* Source material:
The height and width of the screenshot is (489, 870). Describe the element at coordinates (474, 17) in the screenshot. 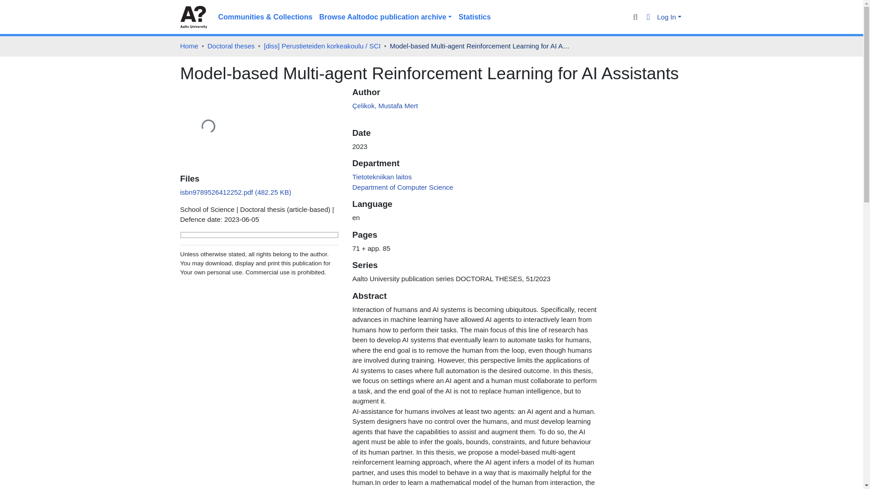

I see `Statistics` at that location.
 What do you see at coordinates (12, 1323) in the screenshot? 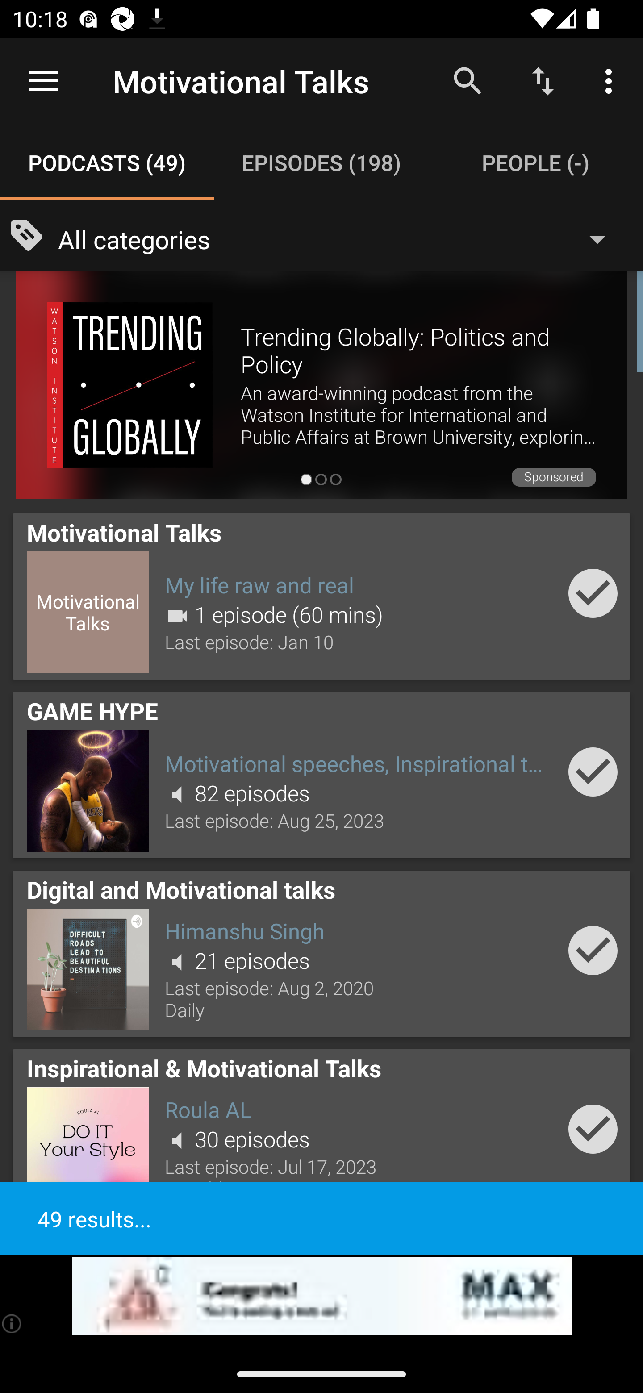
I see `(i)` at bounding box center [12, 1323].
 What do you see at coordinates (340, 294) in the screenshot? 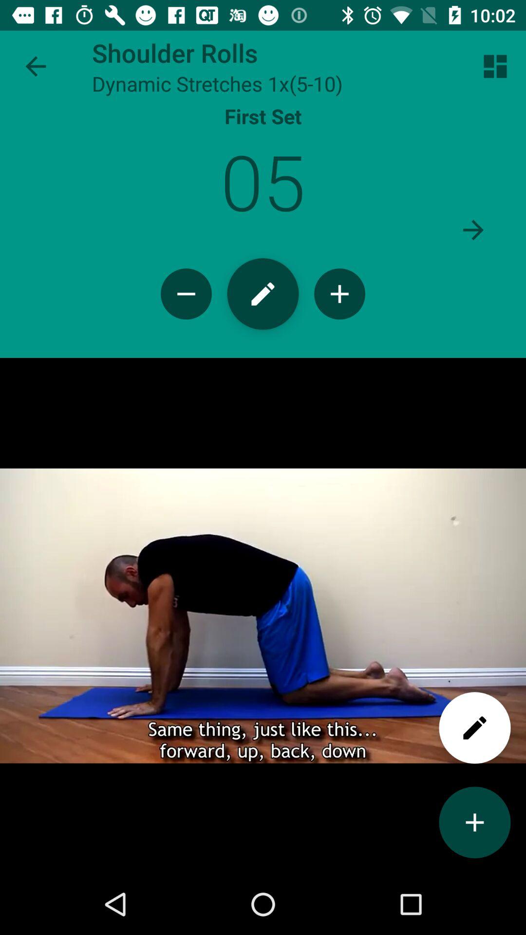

--

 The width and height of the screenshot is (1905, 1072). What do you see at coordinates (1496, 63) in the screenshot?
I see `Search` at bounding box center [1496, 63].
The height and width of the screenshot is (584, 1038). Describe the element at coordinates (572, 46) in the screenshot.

---

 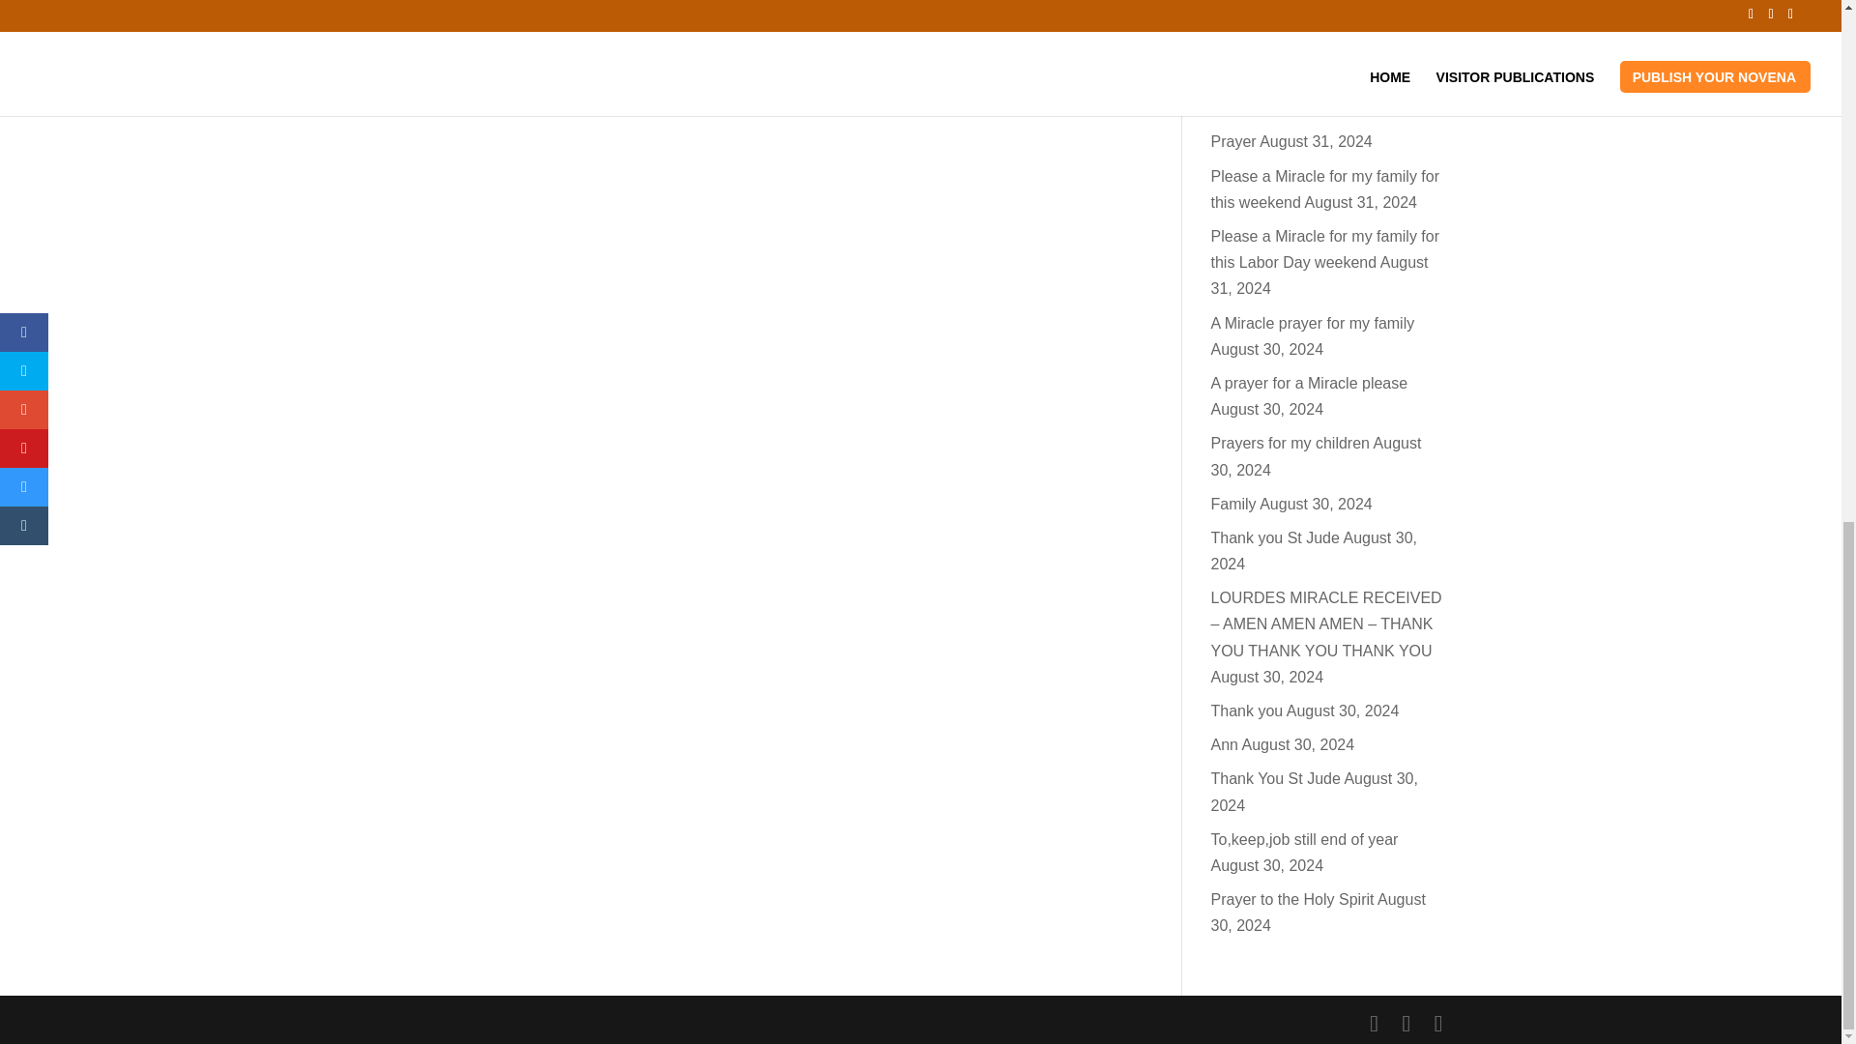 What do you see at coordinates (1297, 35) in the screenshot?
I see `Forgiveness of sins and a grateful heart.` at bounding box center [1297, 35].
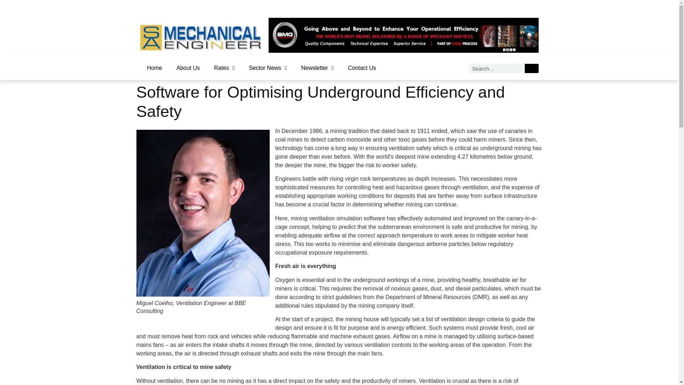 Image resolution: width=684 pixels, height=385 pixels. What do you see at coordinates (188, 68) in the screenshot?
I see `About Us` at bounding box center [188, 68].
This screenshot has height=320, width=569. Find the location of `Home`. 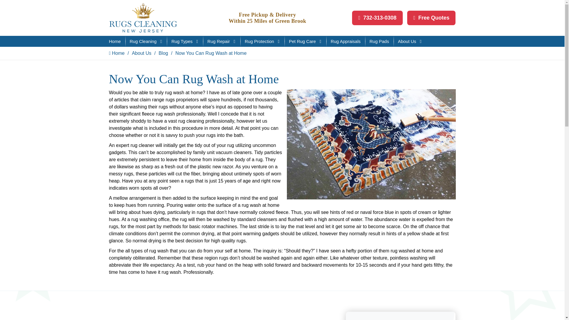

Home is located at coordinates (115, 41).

* Activity: Exact copy, pictures excluded: from the line with "The height and width of the screenshot is (489, 870)." up to and including the line with "What do you see at coordinates (340, 294)" in the data above.

* Response box:
The height and width of the screenshot is (489, 870). Describe the element at coordinates (474, 17) in the screenshot. 

I see `Statistics` at that location.
 What do you see at coordinates (12, 1323) in the screenshot? 
I see `(i)` at bounding box center [12, 1323].
 What do you see at coordinates (340, 294) in the screenshot? 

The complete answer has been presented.